Sotheby’s Teamsters and OWS protest The Scream auction

    Amidst a crowd of protesters and oversized signs, Pat Walsh shouted, “What’s disgusting? Union busting?”

    At a glance, Walsh, a woman with well-kept gray hair and an open smile, didn’t strike one as the usual angry protester. But that night, Walsh was fighting.

    “My husband, John, has been locked out from Sotheby’s,” says Walsh. “He’s been a worker for 30 years. I’m here to fight for him.” Currently, the couple lives on the money and benefits from her part-time job at Hunter College.

    On July 29 of last year, 42 art handlers at Sotheby’s Auction House were locked out after the expiration of a three-year contract. The art handlers, members of Local 814 of the International Brotherhood of Teamsters, have been without jobs, paychecks or benefits for almost nine months.

    In an effort to bring the board of Sotheby’s back to the negotiating table, the art handlers and members of Local 814 met on May 2 to protest and picket at Sotheby’s in New York City. Allies from Occupy Wall Street and other unions joined them. That night, also, Sotheby’s auctioned off Edvard Munch’s The Scream for a record-setting price of almost $120 million.
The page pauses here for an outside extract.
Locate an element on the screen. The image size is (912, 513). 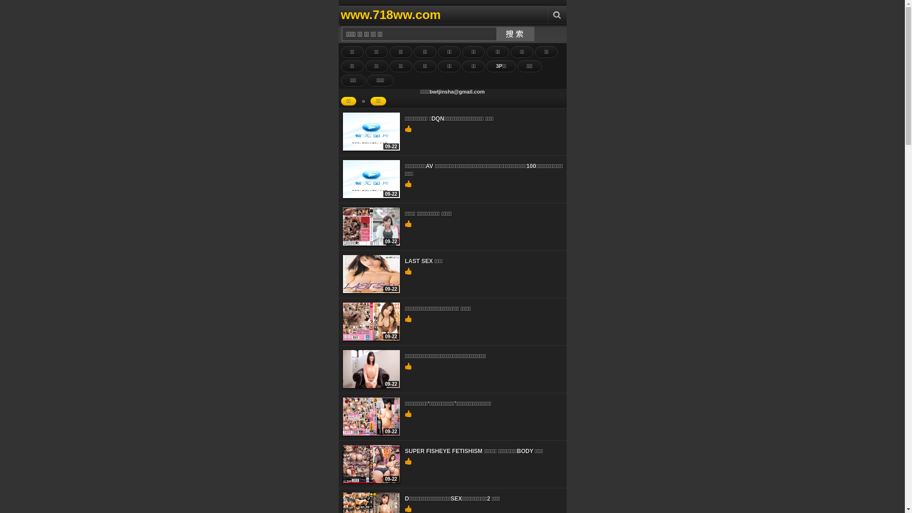
09-22 is located at coordinates (372, 291).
    Protesters were kept away from Sotheby’s entrance door on 72nd Street and York Avenue. While attendants filed inside, protesters were directed by police officers to the corner on 71st and York Avenue. This location, and the presence of the officers, kept protesters from engaging directly with those entering the doors of the auction house.
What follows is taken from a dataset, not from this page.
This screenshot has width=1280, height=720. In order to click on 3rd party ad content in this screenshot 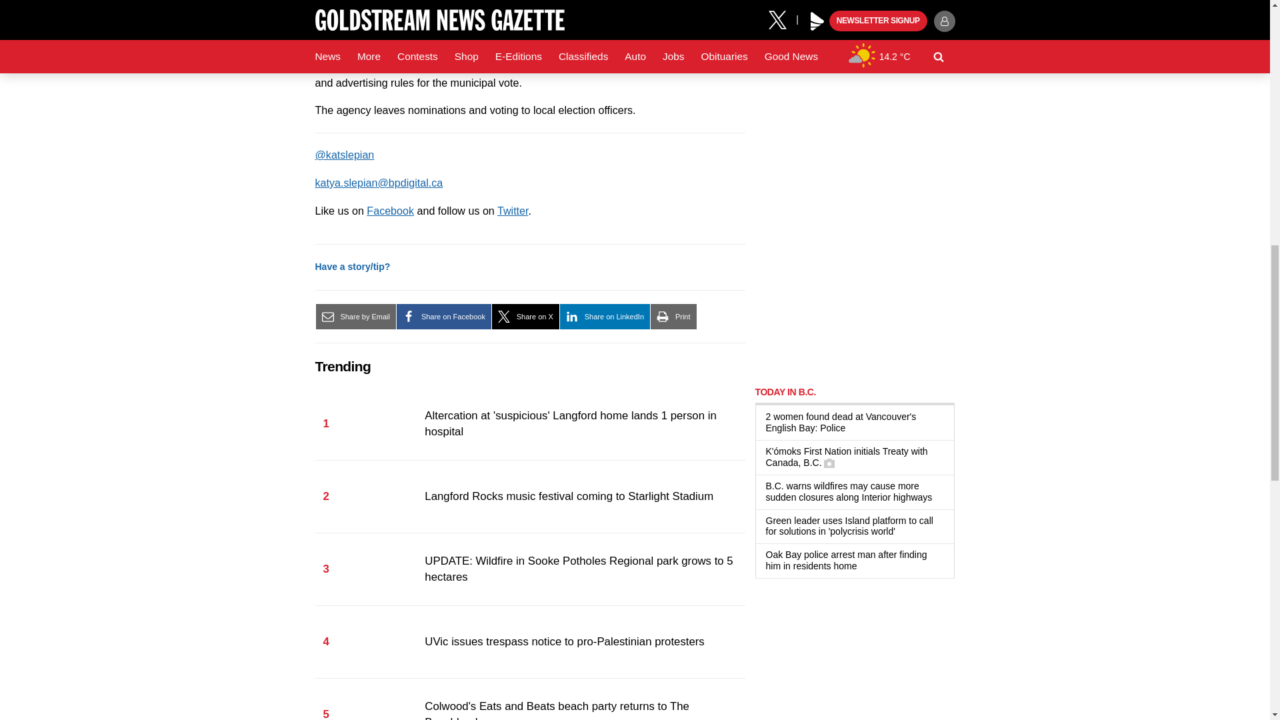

    Shop steward David Martinez has worked for Sotheby’s for almost 20 years. Art handlers like him are trained to transport art from homes and archaeological sites to the auction house. “We handle everything from major Southeast Asian stone artifacts that just came out of a temple to tribal artifacts from Native Americans,” Martinez says. “We handle fragile, immovable things. That’s something you just can’t get anyone to do.”

    “I’m trying to send a simple message — I want to go back to work,” Martinez adds. “There is no other choice. They want to keep us out like that, I say bring it on.”

    The idea for the protest emerged from the “99 Pickets” that were organized by OWS as part of its May Day actions. The intention of the pickets was “to connect May Day with the workers’ struggle,” explains Rose Bookbinder, an organizer with OWS and the United Autoworkers Union. “The pickets started on Tax Day, and we kept going. We organized 99 Pickets to make the people of New York aware of the injustice that’s going on in labor.”

    The picket at Sotheby’s occurred on May 2 in order to show New Yorkers that the struggle for workers’ rights would not end after May 1, Bookbinder notes.

    People from OWS have participated in actions with the Sotheby’s Teamsters since last September as a way of building stronger relationships between the movement and organized labor. According to Harrison Magee, who is part of OWS and the International Workers of the World, actions against Sotheby’s in recent months have “involved a lot of different formations within the organizing community.” Union organizers wanted to broaden the scope of the Occupiers’ struggle. Artists and labor activists within OWS recognized the importance of targeting the influence of corporate wealth in the art world. According to Magee, getting OWS to support the Sotheby’s struggle is a critical way of developing the movement’s capacity for meaningful organizing.

    “The fighting mentality and brand of toughness that the Teamsters have is the kind you only learn as an employee — someone who is in direct, physical confrontation with the 1 percent,” says Magee. “Not a lot of OWS has that at its organizing core, which is made up of people who are dedicated to OWS as if it was a full-time job.”

    By uniting with the Sotheby’s Teamsters, OWS not only supports workers who have been wronged by the 1 percent, but also strengthens itself for an ongoing role in labor and arts activism. In the process, OWS is “creating a cross-movement that is more coordinated and able to deal with its future as a strong grassroots movement,” Magee says. “Even though the [Sotheby’s] outcome is hugely important, I think we should realize that the lockout itself is really just the red herring for everything to come.”

    The sale of The Scream inspired the picketers to do their own “people’s scream,” raising their arms and screaming for two minutes. One Occupier said that the scream was a way for “all of us to bring creative tactics to the pickets to sustain visibility and express our anger.”

    It remains uncertain, however, when or if Sotheby’s will start negotiating again. “[Sotheby’s] needs experienced people, and these are the experienced guys,” Pat Walsh said. “So why do [the board members of Sotheby’s] have to be greedy? Give them their jobs back, give them their retirement, give them their benefits, give them something. They put heart into the place.”